Images: Francesca Steele, Routine, 2007, photo: Simon Keitch
Eva and Franco Mattes aka 0100101110101101.ORG Re-enactment of Marina Abramovic and Ulay’s Imponderabilia, Synthetic Performance in Second Life, 2007, courtesy Postmasters Gallery, New York. Philip Harris, The Pigs of Today are the Hams of Tomorrow, illustration, 2009.

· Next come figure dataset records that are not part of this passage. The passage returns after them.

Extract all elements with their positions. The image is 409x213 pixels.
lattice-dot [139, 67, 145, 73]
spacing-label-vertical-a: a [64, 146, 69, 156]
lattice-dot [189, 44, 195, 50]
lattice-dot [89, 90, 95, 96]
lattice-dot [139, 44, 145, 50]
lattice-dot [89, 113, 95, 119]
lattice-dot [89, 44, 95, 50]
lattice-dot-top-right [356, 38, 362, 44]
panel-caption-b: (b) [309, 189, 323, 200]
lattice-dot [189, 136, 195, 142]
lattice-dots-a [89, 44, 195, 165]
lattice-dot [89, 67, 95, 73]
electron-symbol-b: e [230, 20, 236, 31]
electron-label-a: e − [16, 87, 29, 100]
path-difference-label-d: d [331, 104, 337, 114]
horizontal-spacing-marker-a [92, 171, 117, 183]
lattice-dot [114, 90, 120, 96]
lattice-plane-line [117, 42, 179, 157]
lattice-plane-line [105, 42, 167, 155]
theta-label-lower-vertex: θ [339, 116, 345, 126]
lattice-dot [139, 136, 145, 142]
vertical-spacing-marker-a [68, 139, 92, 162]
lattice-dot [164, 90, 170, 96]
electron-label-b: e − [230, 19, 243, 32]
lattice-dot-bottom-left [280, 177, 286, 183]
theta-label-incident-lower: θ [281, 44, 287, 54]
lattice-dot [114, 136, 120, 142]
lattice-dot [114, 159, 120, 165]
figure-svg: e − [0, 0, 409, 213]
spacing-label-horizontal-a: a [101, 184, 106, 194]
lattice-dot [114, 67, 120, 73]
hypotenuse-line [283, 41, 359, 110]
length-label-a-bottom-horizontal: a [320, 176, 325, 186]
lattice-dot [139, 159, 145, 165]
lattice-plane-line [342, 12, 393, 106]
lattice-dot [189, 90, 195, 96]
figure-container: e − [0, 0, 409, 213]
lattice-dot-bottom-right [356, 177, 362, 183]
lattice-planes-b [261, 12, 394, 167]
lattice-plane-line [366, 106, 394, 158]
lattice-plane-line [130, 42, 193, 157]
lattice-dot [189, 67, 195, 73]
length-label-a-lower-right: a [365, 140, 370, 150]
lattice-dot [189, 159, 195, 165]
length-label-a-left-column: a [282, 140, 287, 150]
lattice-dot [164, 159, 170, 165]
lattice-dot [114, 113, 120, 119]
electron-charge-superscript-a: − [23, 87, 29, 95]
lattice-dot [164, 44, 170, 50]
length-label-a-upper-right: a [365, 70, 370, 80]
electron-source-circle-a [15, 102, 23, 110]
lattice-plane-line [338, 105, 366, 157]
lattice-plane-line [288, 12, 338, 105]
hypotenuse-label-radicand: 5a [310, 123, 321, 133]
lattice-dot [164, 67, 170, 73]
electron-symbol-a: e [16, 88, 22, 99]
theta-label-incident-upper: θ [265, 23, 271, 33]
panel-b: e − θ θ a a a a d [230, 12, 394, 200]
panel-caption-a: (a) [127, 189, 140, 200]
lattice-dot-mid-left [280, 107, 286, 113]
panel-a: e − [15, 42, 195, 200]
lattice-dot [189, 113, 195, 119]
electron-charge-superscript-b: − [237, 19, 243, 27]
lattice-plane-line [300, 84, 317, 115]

The Live Laboratory Symposium has been developed with Lee Miller and Roberta Mock, Faculty of Arts, University of Plymouth. The Performance Re-enactment Society for this project is Clare Thornton, Paul Clarke, Tom Marshman and Hugo Glendinning. Performance Market is presented in collaboration with the Live Art Development Agency and devised by Helen Pritchard and Caroline Mawdsley. The Reading Room is presented in collaboration with University College Falmouth (incorporating Dartington College of Art), supported by the Live Art Development Agency and developed with Beth Emily Richards. Recent graduate Philip Harris from the University of Plymouth has been commissioned to illustrate the title The Pigs of Today are the Hams of Tomorrow. Complaints Choir Plymouth is produced by Lucy Walker and directed by musician Nicholas Grew. This project is part of the Anti-bodies programme, directed by Zoë Shearman, Relational and has been granted the Inspire mark as part of the Cultural Olympiad. Thanks also to Geoff Cox, Arnolfini for his support. The Live Documentation Lab is led by artists and lecturers Tim Dollimore, Joanne ‘Bob’ Whalley, Gillian Wylde and Siobhan Mckeown. Thank you to all staff, volunteers and participants.